Monsieur de Lansac had never really intended to take his wife abroad with him. In the days when he had been most fascinating to Valentine, she had asked him if he would take her to his post of duty, and he, in order not to fall short of the devotion which he affected, had answered that it was his most fervent wish never to be part
ed from her. But he had secretly determined to use all his adroitness and, if necessary, his authority, to preserve his wandering life from domestic annoyances. Thus the coincidence of an illness, which was no longer desperate, but which threatened to be of long duration, with the necessity of leaving France immediately, was favorable to Monsieur de Lansac’s interests and desires. Although Madame de Raimbault was very shrewd in financial matters, she had allowed herself to be completely circumvented by the far superior skill of her son-in-law. The marriage contract, after discussions most revolting as to substance, but most refined as to form, had been drawn altogether in Monsieur de Lansac’s favor.
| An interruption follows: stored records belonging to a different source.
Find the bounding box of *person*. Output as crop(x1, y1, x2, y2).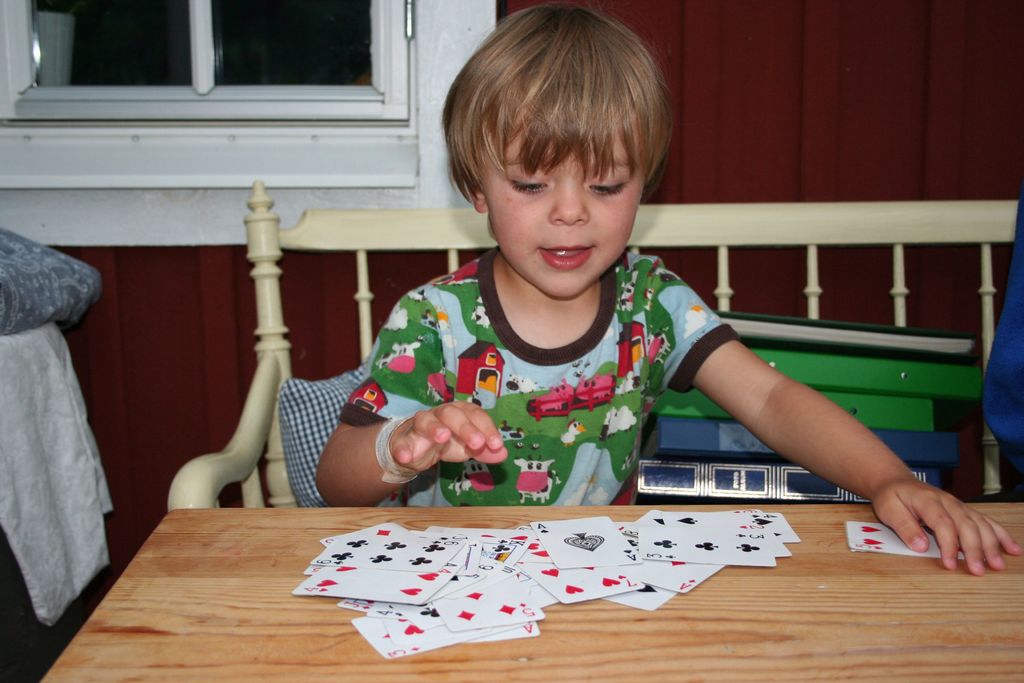
crop(314, 0, 1018, 577).
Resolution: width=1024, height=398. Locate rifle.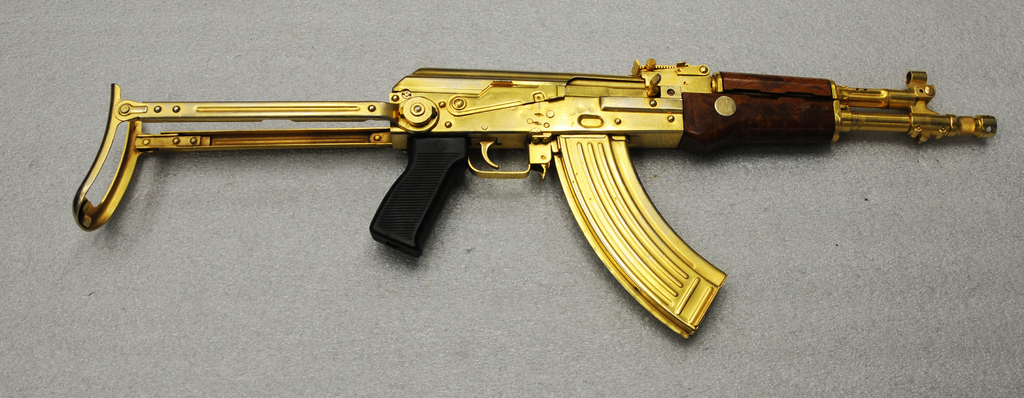
box=[70, 71, 995, 335].
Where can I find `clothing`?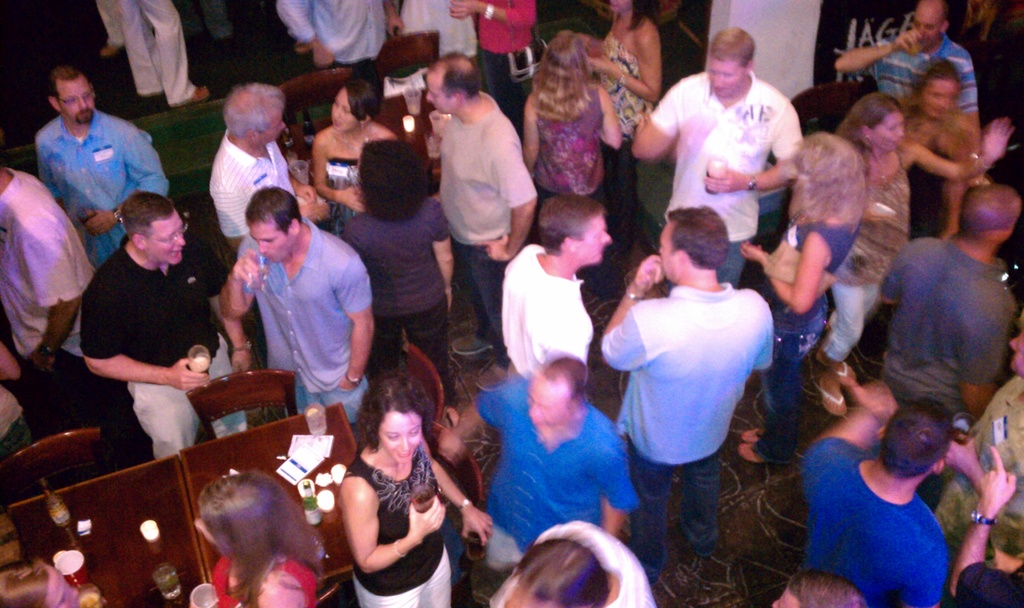
You can find it at left=33, top=118, right=164, bottom=308.
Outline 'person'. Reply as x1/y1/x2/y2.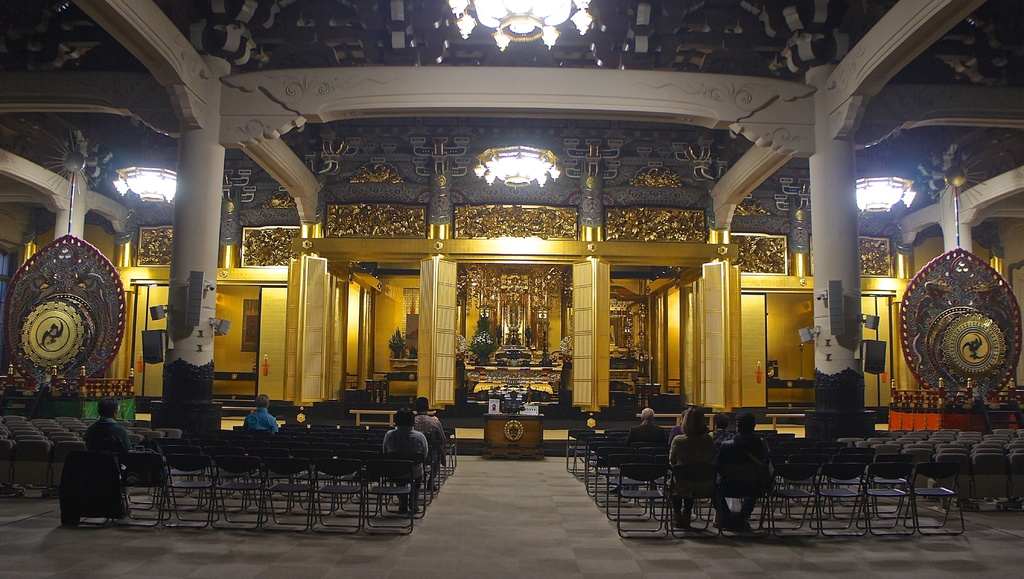
385/418/436/457.
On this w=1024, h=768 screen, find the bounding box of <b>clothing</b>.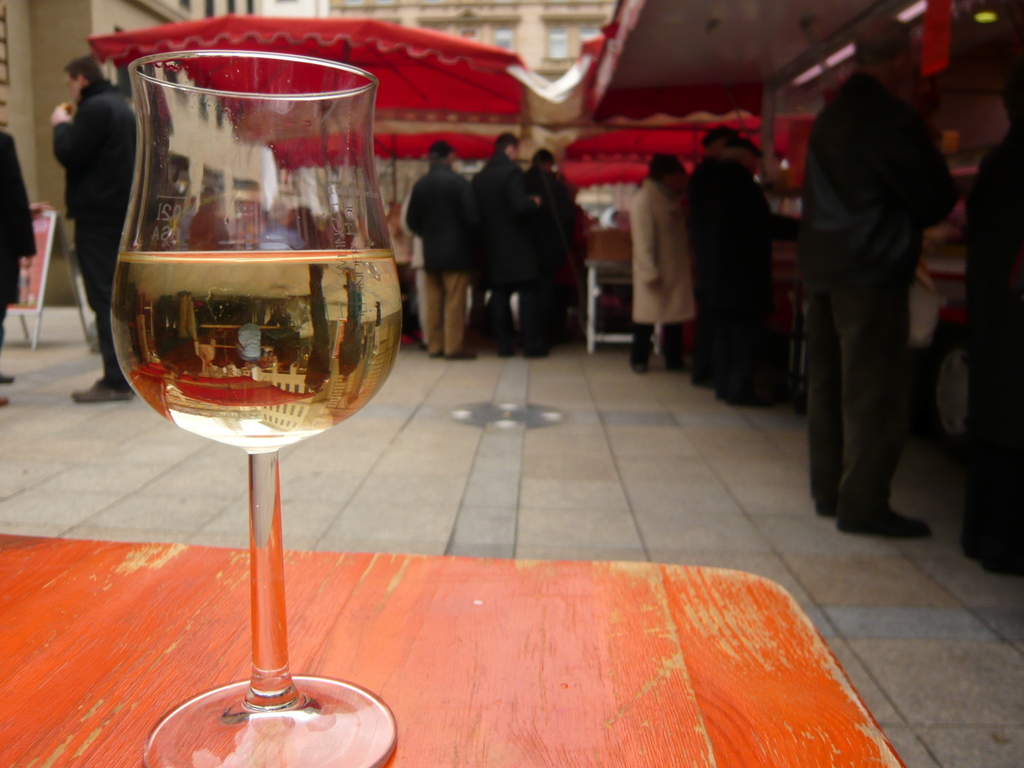
Bounding box: 953/124/1023/570.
He had availed himself to the greatest possible extent of the elasticity of the laws, to make himself master of his wife’s fortune, and he had made the contracting parties consent to offer his creditors flattering expectations based on the estate of Raimbault. These trifling peculiarities of his conduct had come very near breaking off the marriage ; but, by dint of flattering all the countess’s pet ambitions, he had succeeded in obtaining a stronger hold upon her than before. As for Valentine, she was so ignorant of business, and had such a distaste for it, that she agreed, without understanding anything about it, to whatever was demanded of her.
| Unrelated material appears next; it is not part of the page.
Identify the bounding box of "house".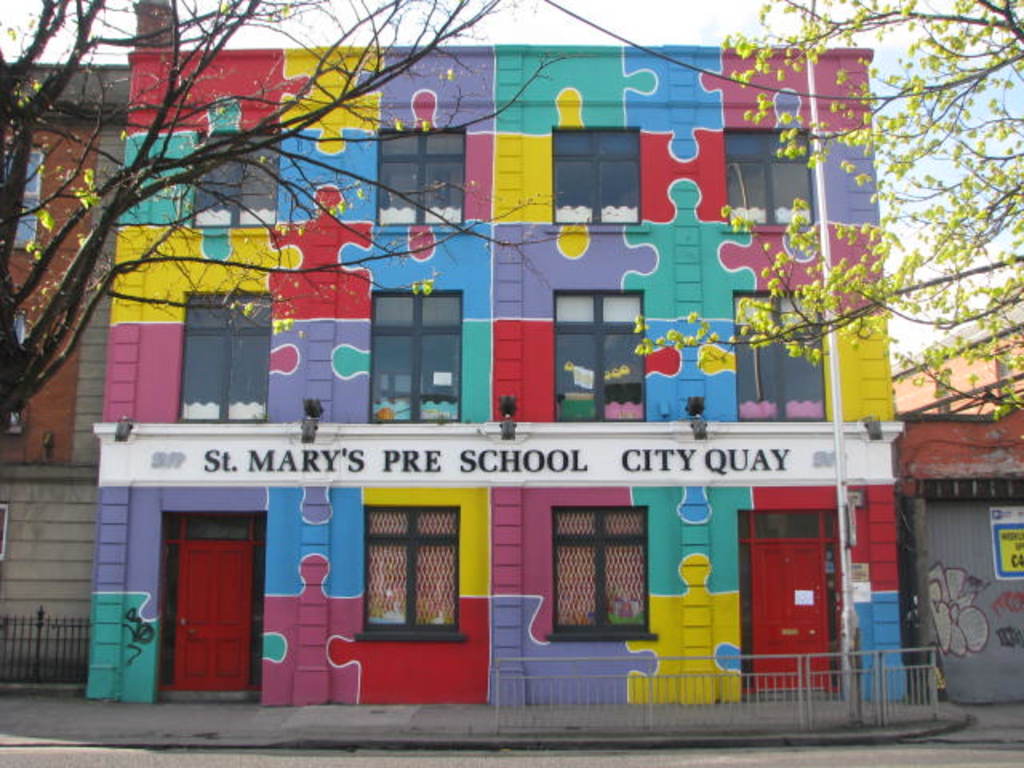
Rect(82, 0, 917, 717).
So it was that Monsieur de Lansac, seeing that his debts were paid, so to speak, left Raimbault with no great regret for his wife, and he rubbed his hands as he felicitated himself inwardly upon having brought so delicate and advantageous an affair to a satisfactory conclusion. His orders to repair to his post arrived most opportunely to relieve him from the difficult part he had been playing at Raimbault since his marriage. Suspecting, perhaps, that a thwarted fancy was the cause of Valentine’s distress and illness, and, at all events, bitterly aggrieved by the feeling which she manifested for him, he had had no excuse thus far for showing his irritation. Under the eyes of those two mothers, who made a great parade of their affection and their anxiety, he dared not allow the ennui and impatience which consumed him to make themselves manifest. So that his situation was extremely trying ; whereas, by going away for an indefinite time, he would avoid, in addition, the disagreeable consequences sure to result from the forced sale of the Raimbault estates; for his principal creditor was imperatively demanding the amount of his claim, which was about five hundred thousand francs; and before long that beautiful domain, which Madame de Raimbault had taken so much pride in improving, would be, to her unbounded disgust, dismembered and reduced to paltry dimensions.